Browser Detection in Moodle

Published:

Once again I’ve been working away at adding new features to Zebra for Moodle 2. One of my big pushes, by request (though it’s been on my plate) is getting some sort of better support for Internet Explorer 7 and 8. Which is actually pretty tough since they don’t support @media queries at all.

One option was to re-work the media query order from mobile-first to desktop-first, but that’s not fun. So I decided to use respond.js. According to the author respond.js is:

A fast & lightweight polyfill for min/max-width CSS3 Media Queries (for IE 6-8, and more). The goal of this script is to provide a fast and lightweight (3kb minified / 1kb gzipped) script to enable responsive web designs in browsers that don’t support CSS3 Media Queries – in particular, Internet Explorer 8 and under.

Which was exactly what I wanted. I love not re-inventing the wheel. At first I just threw it in the javascripts_footer() array and called it a day (it worked!). But then I got to thinking, why should I make good users with modern browsers suffer having to load this javascript just to not run it? So I decided to sniff out the browser. At first I tried using IE conditionals (e.g. <!--[if lt IE 9]>blah blah blah…<![endif]-->) but it turns out those do not play nice with php at all and a switch just got too big too fast.

Then I was reminded that Moodle already does browser detection and that the value is stored in the body classes. Turns out that Moodle actually stores two values: IE and IE# where # is the version (7, 8, etc…). With that knowledge it was fairly simple to serve respond.js to only those users. All I had to do was add the code to my page layout(s). In this example the variable $userespond is simply a value stored from the theme settings page – so an administrator can turn it off entirely.

// general.php
if ($userespond == 1) {
    $usingie = strpos($PAGE->bodyclasses, 'ie ie');
    $usingie9 = strpos($PAGE->bodyclasses, 'ie9');
    if (($usingie !== false) && ($usingie9 === false)) {
        $PAGE->requires->js('/theme/zebra/javascript/respond.js');
    }
}

That was pretty easy. So then I decided to do the same thing to load Chrome Frame as another option. In this example there are two variables. The first is $usecf which does the same thing as $userespond above, and the second is a max version of IE to target. So if you set it to “7” users on IE8 won’t see a prompt to install. The default is 6 by the way, and this is about as much “compatibility” as I plan to add for this theme with IE6.

// general.php
<?php if ($usecf == 1) {
    $ieversion = strpos($PAGE->bodyclasses, $cfmaxversion);
    if ($ieversion !== false) {
        $PAGE->requires->js(new moodle_url('http://ajax.googleapis.com/ajax/libs/chrome-frame/1/CFInstall.min.js')); ?>
        <script>
            //<![CDATA[
                window.attachEvent('onload',function(){CFInstall.check({mode:'overlay'})})
            //]]>
        </script>
    <?php }
}

Then I remembered that for a while now I’ve had a javascript included in the footer that only fixes a viewport re-flow error on iOS, and I figured I should target that the same way. Unfortunately Moodle doesn’t store that information as easily, but it’s pretty straight forward information to get, since there are only three devices that use iOS.

// general.php
if (preg_match('/iPhone|iPod|iPad/i', $_SERVER['HTTP_USER_AGENT'])) {
    $PAGE->requires->js('/theme/zebra/javascript/iOS-viewport-fix.js');
}

There, now I feel a lot better for all the Firefox (or Opera?) users out there. Instead of downloading and evaluating three javascripts that would do nothing on your browser, you get nothing! Now, I am fully aware that browser detection is not a great practice, for starters any one can change their user-agent and none of this would work. But, all 3 of these scripts are attempts at preventing degradation so if they don’t run the worst that happens is the user’s browser is as broken as it would have been if I hadn’t included the scripts at all.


• What is expected
Could you print the full listing below, keeping each line identical?

• Dataset entries
============================================================

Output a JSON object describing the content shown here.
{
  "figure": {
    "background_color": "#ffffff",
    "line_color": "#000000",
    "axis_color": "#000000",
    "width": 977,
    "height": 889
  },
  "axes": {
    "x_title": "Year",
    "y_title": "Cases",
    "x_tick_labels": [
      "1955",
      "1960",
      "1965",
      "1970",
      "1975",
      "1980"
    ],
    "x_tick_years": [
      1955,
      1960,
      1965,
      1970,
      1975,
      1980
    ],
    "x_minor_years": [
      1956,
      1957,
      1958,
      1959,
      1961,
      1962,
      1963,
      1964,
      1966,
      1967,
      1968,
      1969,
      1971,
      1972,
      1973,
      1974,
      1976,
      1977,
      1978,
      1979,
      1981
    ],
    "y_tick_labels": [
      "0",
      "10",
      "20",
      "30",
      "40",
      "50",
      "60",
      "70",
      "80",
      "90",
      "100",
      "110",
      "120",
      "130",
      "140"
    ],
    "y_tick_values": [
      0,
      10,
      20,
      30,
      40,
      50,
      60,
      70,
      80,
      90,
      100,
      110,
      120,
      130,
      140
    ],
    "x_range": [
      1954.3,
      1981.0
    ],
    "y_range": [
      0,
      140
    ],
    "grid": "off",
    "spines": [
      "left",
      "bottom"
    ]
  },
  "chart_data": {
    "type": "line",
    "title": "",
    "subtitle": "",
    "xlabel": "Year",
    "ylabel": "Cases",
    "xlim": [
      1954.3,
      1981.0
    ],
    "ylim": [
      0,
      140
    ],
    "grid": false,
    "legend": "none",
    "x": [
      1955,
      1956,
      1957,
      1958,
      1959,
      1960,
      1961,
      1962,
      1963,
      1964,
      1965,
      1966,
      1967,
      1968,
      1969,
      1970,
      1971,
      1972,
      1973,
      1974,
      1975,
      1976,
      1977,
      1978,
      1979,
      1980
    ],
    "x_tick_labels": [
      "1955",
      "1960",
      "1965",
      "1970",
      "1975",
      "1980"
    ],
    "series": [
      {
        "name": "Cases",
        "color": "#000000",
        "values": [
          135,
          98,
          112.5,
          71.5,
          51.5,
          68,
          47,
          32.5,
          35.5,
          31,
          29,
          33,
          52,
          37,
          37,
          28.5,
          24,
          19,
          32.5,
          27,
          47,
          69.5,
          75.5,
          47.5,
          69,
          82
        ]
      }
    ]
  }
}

============================================================

• Response to the task
Output a JSON object describing the content shown here.
{
  "figure": {
    "background_color": "#ffffff",
    "line_color": "#000000",
    "axis_color": "#000000",
    "width": 977,
    "height": 889
  },
  "axes": {
    "x_title": "Year",
    "y_title": "Cases",
    "x_tick_labels": [
      "1955",
      "1960",
      "1965",
      "1970",
      "1975",
      "1980"
    ],
    "x_tick_years": [
      1955,
      1960,
      1965,
      1970,
      1975,
      1980
    ],
    "x_minor_years": [
      1956,
      1957,
      1958,
      1959,
      1961,
      1962,
      1963,
      1964,
      1966,
      1967,
      1968,
      1969,
      1971,
      1972,
      1973,
      1974,
      1976,
      1977,
      1978,
      1979,
      1981
    ],
    "y_tick_labels": [
      "0",
      "10",
      "20",
      "30",
      "40",
      "50",
      "60",
      "70",
      "80",
      "90",
      "100",
      "110",
      "120",
      "130",
      "140"
    ],
    "y_tick_values": [
      0,
      10,
      20,
      30,
      40,
      50,
      60,
      70,
      80,
      90,
      100,
      110,
      120,
      130,
      140
    ],
    "x_range": [
      1954.3,
      1981.0
    ],
    "y_range": [
      0,
      140
    ],
    "grid": "off",
    "spines": [
      "left",
      "bottom"
    ]
  },
  "chart_data": {
    "type": "line",
    "title": "",
    "subtitle": "",
    "xlabel": "Year",
    "ylabel": "Cases",
    "xlim": [
      1954.3,
      1981.0
    ],
    "ylim": [
      0,
      140
    ],
    "grid": false,
    "legend": "none",
    "x": [
      1955,
      1956,
      1957,
      1958,
      1959,
      1960,
      1961,
      1962,
      1963,
      1964,
      1965,
      1966,
      1967,
      1968,
      1969,
      1970,
      1971,
      1972,
      1973,
      1974,
      1975,
      1976,
      1977,
      1978,
      1979,
      1980
    ],
    "x_tick_labels": [
      "1955",
      "1960",
      "1965",
      "1970",
      "1975",
      "1980"
    ],
    "series": [
      {
        "name": "Cases",
        "color": "#000000",
        "values": [
          135,
          98,
          112.5,
          71.5,
          51.5,
          68,
          47,
          32.5,
          35.5,
          31,
          29,
          33,
          52,
          37,
          37,
          28.5,
          24,
          19,
          32.5,
          27,
          47,
          69.5,
          75.5,
          47.5,
          69,
          82
        ]
      }
    ]
  }
}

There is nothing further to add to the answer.